Monday, May 20, 2013

Collaboration & consensus again...

It seems lots of folks are still in the collaboration vs. consensus debate. One friend remarked to me last week that many don't realize that consensus is the easy way out: you put in your vote and hold up the process until everyone agrees. Collaboration, she remarked, requires trust. Trust that:
  • You'll consider my idea before rejecting it
  • I will feel like I had input even if I don't agree with the final direction
  • You know what you're doing
  • We will jointly take responsibility regardless of dis/agreement along the way

Trust is tricky. We're required to give it - at least officially - in work environments. In personal situations, we can take a long time to offer trust. In work environments, folks are more reluctant to overtly express doubt and thus the real conversations are sidebars and the public conversations/meetings have a 'happy face' on them. Collaboration implies there are fewer sidebar conversations. Consensus implies we've all got CYA syndrome; until I'm sure I'm covered, you don't get my vote.

Maybe this is because both trust and collaboration require effort. It's easy to vote / offer an opinion. It's harder to make thoughtful contributions for which you're also willing to do the planning /details / work. It's hard to put yourself on the line, put ego aside, take on someone else's cause /project. It's really difficult to implicitly offer the promise that we'll fail or succeed jointly And I will follow your lead even when I think it's not the best path.

Perhaps trust is built through communication.

Recently, I was trying to collaborate for a project in my personal life. My project, my dollars, etc... so I had the final word but my collaborator had some great expertise. Well, my collaborator disagreed with all my requirements and made decisions without me, then would try to get my agreement after the fact or simply not be responsive to questions and requests. There was no real collaboration as no one was listening to me. We would meet and come to consensus and then nothing would change. The project faltered. My collaborator blamed everyone but himself. His inability to take responsibilty killed the final spark of collaboration I could muster. I know I should have set up stricter guidelines, better communication expectations and proper project protocol but I like a lot of rope to maneouver so I offer lots; usually it works out.

The project is now back on track with a new team who not only seem to collaborate well, they communicate. With more communication comes more trust.

We can't always immediately create trust within our project teams. We can't always restart projects. We can always communicate - from the beginning, through crises, to wherever the need takes us. Trust and collaboration may feel elusive but communication is always a ready skill to build a bridge.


_Problem to solve_
Go through the listing below and count the lines with "Green" in them. Only the count is needed.

__________________________________________________

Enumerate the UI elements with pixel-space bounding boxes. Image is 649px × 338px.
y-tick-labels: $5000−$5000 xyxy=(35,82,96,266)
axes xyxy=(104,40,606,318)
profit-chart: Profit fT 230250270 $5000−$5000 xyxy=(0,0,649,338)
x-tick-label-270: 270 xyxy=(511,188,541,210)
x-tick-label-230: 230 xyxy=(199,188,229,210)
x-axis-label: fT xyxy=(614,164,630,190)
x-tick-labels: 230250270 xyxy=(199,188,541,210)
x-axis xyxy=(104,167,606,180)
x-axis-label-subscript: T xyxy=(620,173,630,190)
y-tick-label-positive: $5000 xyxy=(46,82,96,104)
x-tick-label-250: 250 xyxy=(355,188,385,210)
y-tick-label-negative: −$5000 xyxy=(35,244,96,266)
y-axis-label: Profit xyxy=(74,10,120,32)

__________________________________________________

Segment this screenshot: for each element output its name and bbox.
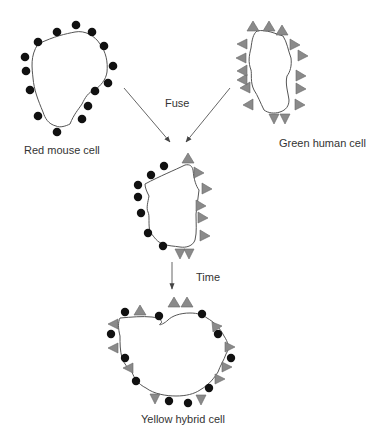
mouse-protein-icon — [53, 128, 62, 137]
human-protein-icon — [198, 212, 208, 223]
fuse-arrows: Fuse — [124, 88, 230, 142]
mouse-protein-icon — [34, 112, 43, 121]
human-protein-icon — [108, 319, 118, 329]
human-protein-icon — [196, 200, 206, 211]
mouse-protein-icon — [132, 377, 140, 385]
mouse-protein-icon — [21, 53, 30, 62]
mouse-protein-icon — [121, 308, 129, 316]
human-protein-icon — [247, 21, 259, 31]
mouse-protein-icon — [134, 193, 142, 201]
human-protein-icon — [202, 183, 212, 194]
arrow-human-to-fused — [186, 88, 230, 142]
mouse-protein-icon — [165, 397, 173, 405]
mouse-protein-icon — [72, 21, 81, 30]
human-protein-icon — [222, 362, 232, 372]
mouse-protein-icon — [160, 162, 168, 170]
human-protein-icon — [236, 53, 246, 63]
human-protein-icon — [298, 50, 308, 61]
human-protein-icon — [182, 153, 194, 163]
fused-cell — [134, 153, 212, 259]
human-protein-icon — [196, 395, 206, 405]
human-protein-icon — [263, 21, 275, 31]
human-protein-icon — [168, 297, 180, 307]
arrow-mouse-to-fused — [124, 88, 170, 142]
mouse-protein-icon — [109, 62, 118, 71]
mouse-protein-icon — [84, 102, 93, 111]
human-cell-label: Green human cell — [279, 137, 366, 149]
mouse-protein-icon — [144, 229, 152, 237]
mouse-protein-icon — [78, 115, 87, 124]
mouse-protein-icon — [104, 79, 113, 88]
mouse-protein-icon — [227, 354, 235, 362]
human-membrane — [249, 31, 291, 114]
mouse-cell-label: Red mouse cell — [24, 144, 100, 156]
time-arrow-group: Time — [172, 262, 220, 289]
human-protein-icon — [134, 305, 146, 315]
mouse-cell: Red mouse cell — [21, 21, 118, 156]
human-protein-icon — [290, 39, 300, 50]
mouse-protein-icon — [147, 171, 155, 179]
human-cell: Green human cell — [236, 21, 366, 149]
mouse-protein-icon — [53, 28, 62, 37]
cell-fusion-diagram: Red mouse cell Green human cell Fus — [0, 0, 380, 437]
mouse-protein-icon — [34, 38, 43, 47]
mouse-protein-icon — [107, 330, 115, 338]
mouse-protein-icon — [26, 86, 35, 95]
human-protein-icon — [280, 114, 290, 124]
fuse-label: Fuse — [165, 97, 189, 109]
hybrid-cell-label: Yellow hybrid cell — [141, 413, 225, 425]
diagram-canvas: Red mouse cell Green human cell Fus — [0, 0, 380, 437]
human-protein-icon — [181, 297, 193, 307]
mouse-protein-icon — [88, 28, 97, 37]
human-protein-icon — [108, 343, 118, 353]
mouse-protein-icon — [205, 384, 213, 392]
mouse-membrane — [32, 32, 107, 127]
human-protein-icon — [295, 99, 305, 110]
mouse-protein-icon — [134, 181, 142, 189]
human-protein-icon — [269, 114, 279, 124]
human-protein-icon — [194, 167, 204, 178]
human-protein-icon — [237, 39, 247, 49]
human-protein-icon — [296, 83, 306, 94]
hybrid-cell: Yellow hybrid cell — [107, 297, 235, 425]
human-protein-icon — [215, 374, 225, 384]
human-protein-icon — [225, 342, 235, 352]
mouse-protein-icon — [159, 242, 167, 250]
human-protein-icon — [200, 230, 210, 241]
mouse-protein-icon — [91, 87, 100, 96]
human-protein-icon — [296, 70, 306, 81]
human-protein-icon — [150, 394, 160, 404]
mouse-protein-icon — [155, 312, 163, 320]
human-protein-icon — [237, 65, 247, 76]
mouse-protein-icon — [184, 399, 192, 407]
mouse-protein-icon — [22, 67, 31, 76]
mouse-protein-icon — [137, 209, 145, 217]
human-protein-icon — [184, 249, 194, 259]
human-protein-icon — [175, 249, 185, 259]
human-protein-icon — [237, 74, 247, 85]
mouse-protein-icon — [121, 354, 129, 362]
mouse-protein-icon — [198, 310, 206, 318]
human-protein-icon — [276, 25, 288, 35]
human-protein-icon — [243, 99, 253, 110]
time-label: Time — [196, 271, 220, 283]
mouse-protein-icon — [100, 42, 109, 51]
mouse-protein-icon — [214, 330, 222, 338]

__________________________________________________

_Solution to the exercise_
4